Yep, that's right! Numbers are fun! Numbers are your friends.
Below I have accumulated various number resources to aid in your enjoyment of integers and real numbers alike. If you have any contributions or comments, please leave me a message at sage@mind.net.
The C source for the programs I wrote to calculate these pages is also available at the top of each respective document.
Please note that this page is very very old (well, 2 years). I don't maintain it any more. Enough people seem to find it amusing that I'm leaving it here, though.
- [3/95] 250,000 digits of the square root of nine. It's exciting. No really.
- Primes!
- [6/95] The first 28,915 odd primes. Thanks to a devoted fan of the Fun With Numbers page (Well, at least I assume he's devoted... he noticed...), this page has been updated. Apparently, my initial calculations were incorrect! (Oh no! Can't have that!) (Source available)
- [6/95] The first even prime. The whole thing.
- [6/95] The First 50,000 Random Numbers! Well, just 50,000 random numbers.
Let's see.. the below programs used a nifty method for calculating very large (or very small) numbers that were out of the range of regular longs & double floats. I used a string to store each digit (or usually 2 digits.. base-100), and then performed multiplication, division, or subtraction "by hand" using the same algorithm you (hopefully) learned in elementary school. Well, almost the same.
- [6/12/95] The First 999 Factorials! That's right--we take you on an adventure beyond floating point calculations! (Source available)
- [8/26/95] Fractional approximations of pi, the most accurate found being 1 billion something over 300 some million. (Source available)
- UPDATE: [6/9/03] rchin at uiuc dot edu updated my fractional approximator to use the stern-brocot method of numerical approximation (here's an interesting article about it) with vastly improved runtimes. It calculates all the figures i had in just a few seconds! Cool enough to prompt the first update of this site in 8 years! Here's the modified source code.
- Powers of 2! That's 2, 4, 8, 16, etc... something every programmer should memorize. Well, at least up to 2^16. Or 2^24.
- [8/14/95] The first 1058 powers of 2. (Source available)
- [8/15/95] Various larger powers, ranging from 2^7498 (2258 digits) to 2^96086 (28,925 digits). About one in every 5,000 powers in between is listed. This is useful information, I tell you. I'm serious.

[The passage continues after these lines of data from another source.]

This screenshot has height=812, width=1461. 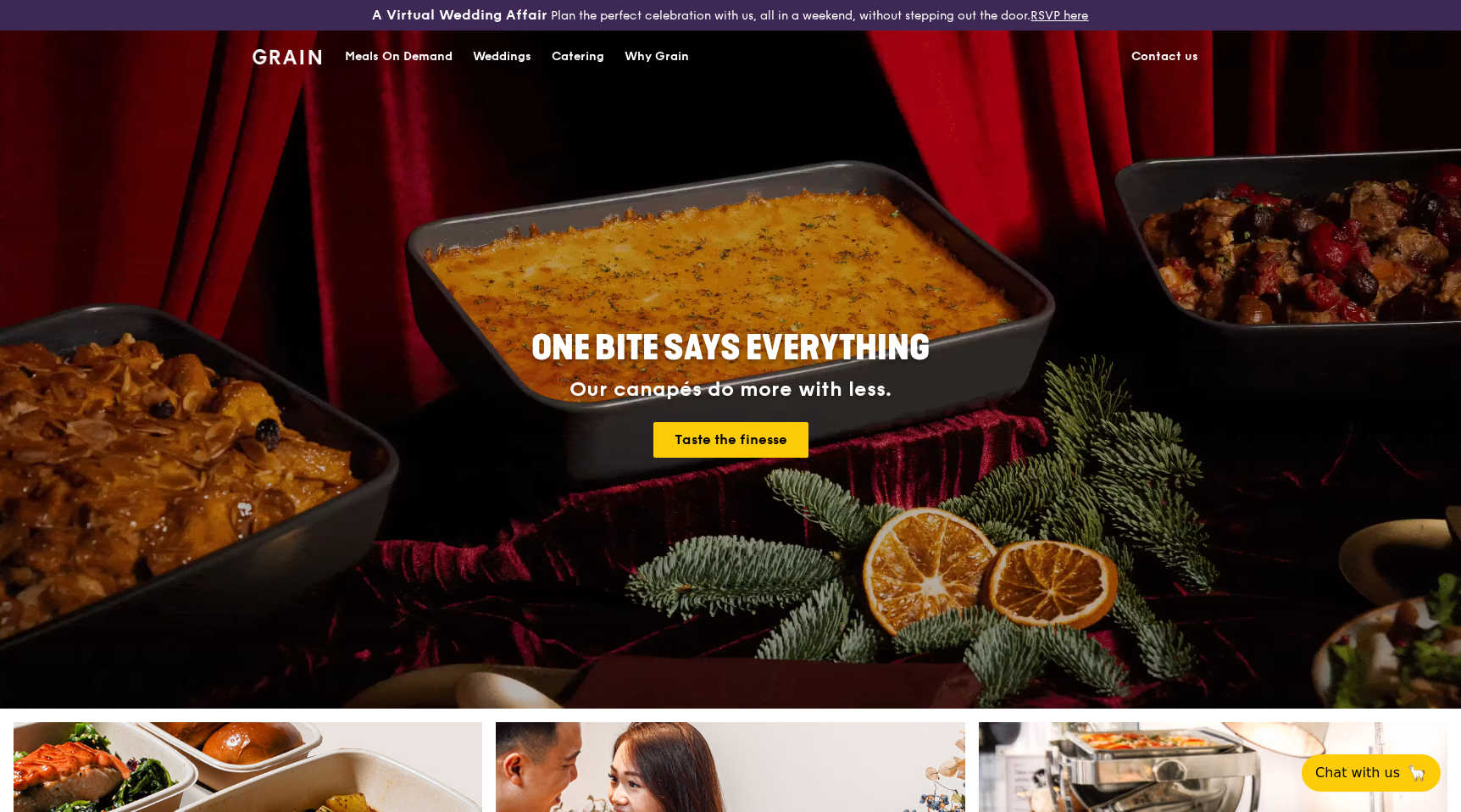 I want to click on span: Chat with us, so click(x=1358, y=773).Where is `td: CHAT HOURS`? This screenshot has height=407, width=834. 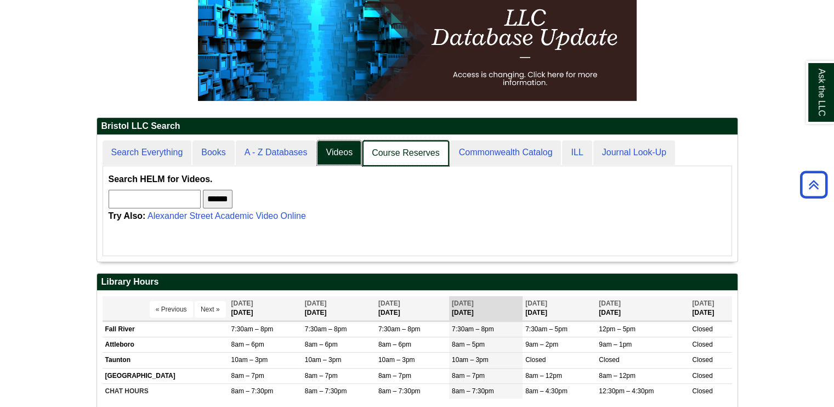
td: CHAT HOURS is located at coordinates (166, 391).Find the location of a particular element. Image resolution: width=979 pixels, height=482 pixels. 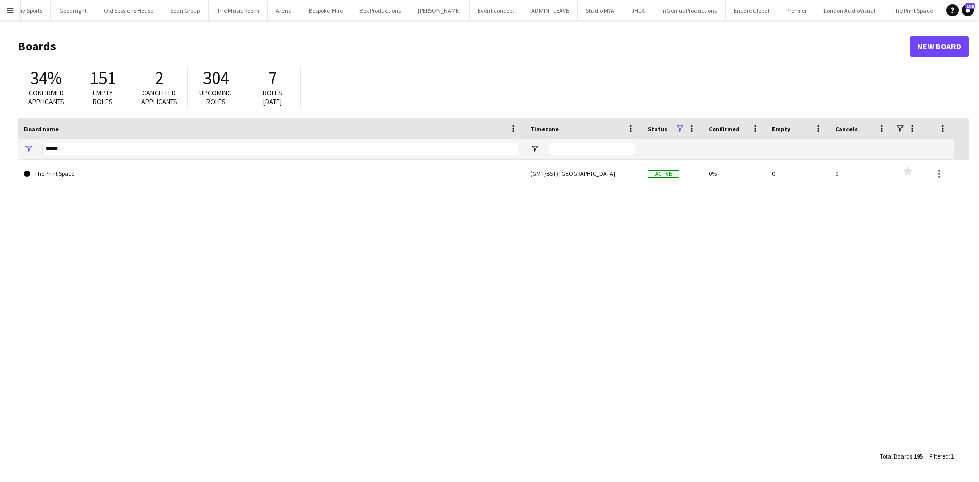

span: Active is located at coordinates (663, 174). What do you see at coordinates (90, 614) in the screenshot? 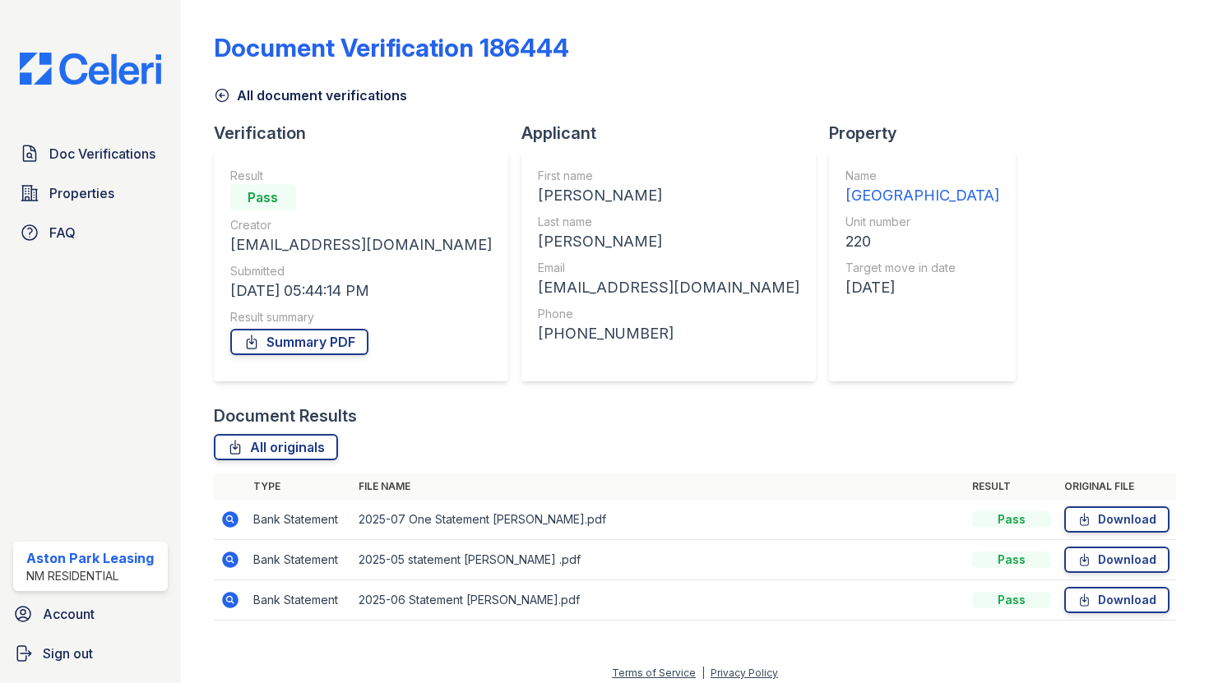
I see `a: Account` at bounding box center [90, 614]. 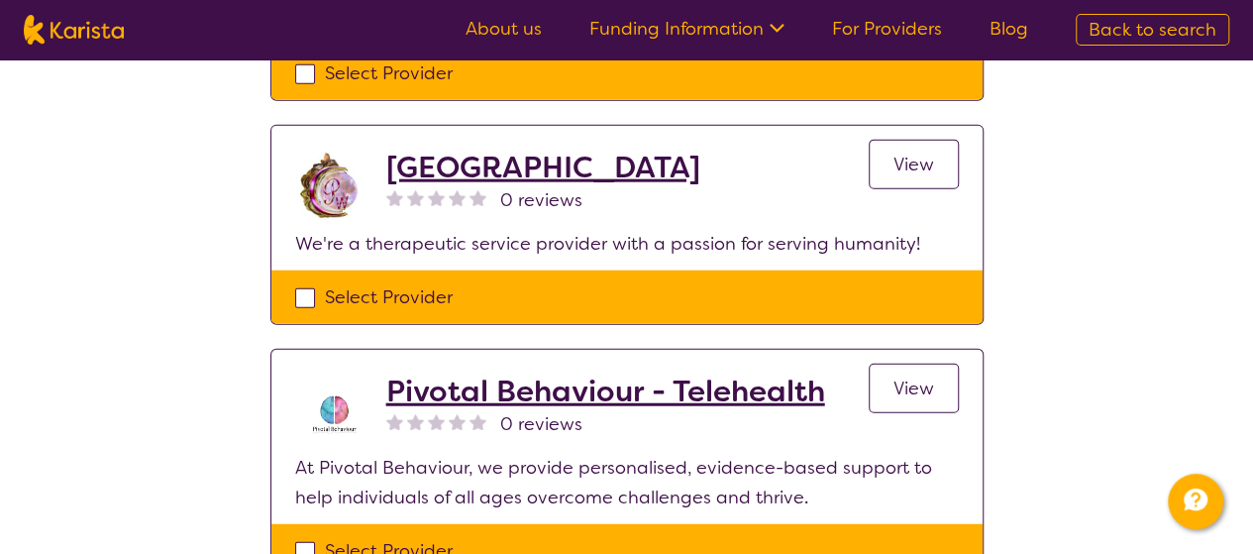 I want to click on a: Pivotal Behaviour - Telehealth, so click(x=605, y=391). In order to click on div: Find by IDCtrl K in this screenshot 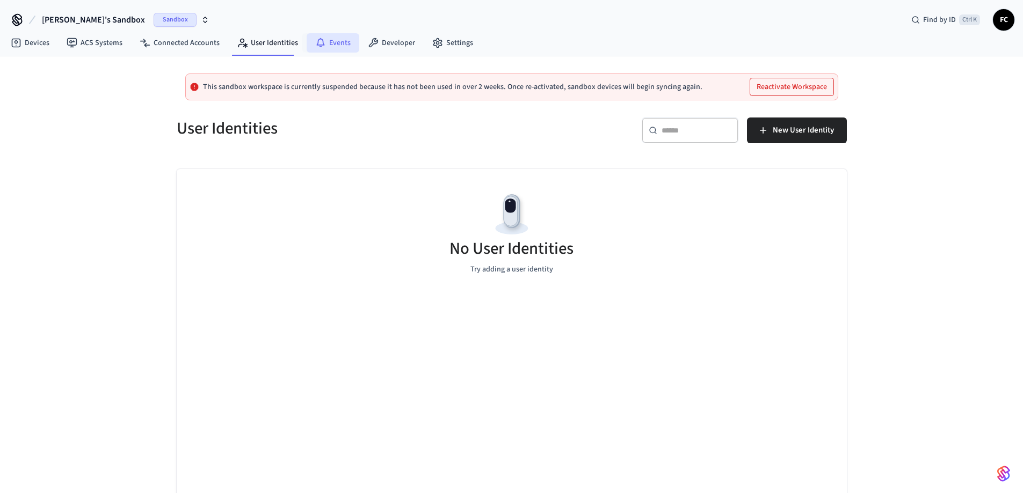, I will do `click(946, 20)`. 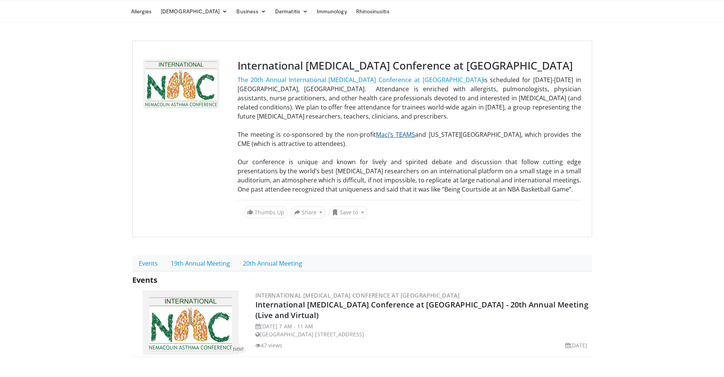 What do you see at coordinates (148, 263) in the screenshot?
I see `a: Events` at bounding box center [148, 263]. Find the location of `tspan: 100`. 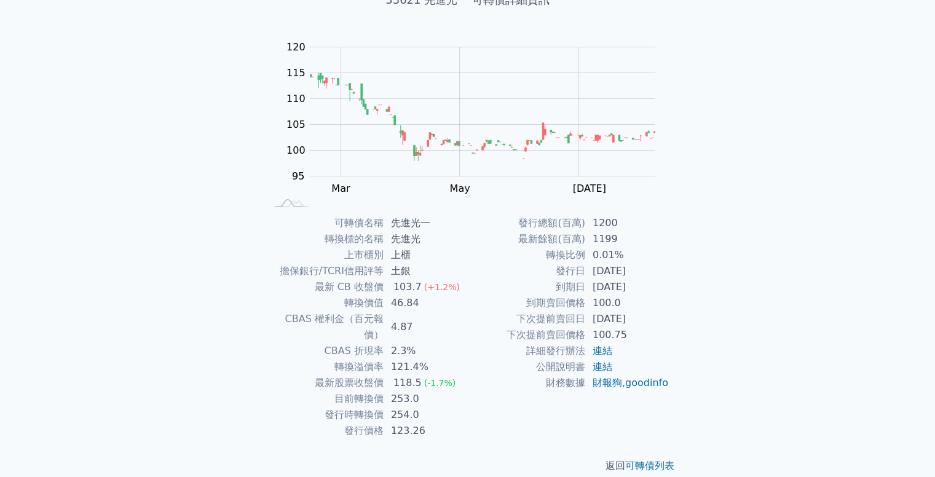

tspan: 100 is located at coordinates (296, 150).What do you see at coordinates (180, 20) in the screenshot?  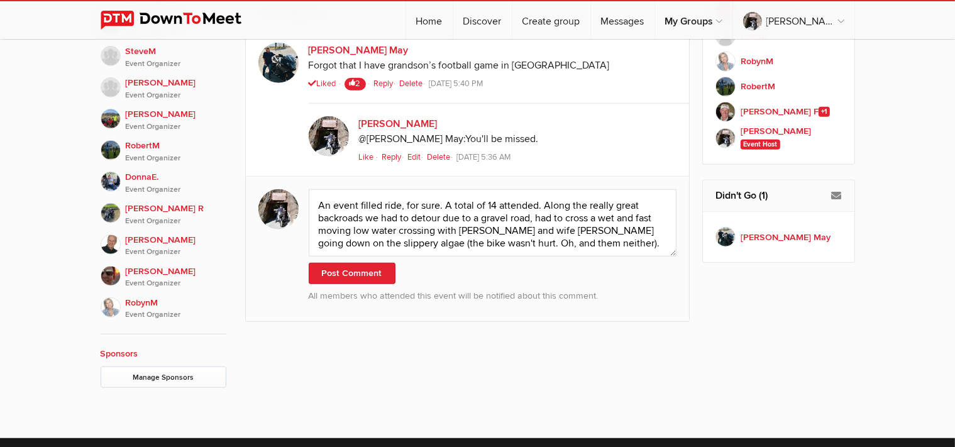 I see `img: DownToMeet` at bounding box center [180, 20].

- [8/18/95] 2^333333 That 2 to the 333,333rd power. Almost exactly 100,000 digits.
Or, if you're one of the more .. er .. traditional number types:
- 1.2 million digits of pi (Project Gutenberg) Let's see.. 3.1415926535898, but the 8 is rounded.. I think it's 792459 or something like that.. Oh well. If you're interested in more than my puny .. er .. 13 digits after the decimal point (i.e. 1.2 million), take a look.
we're famous!
Don't even ask me why... I think those guys at point
are pretty bored!
Sign our
Guestbook!
. . .
. . .
This page and all contents © 1995 by Sage Weil.
All jams and jellies preserved. Question authority.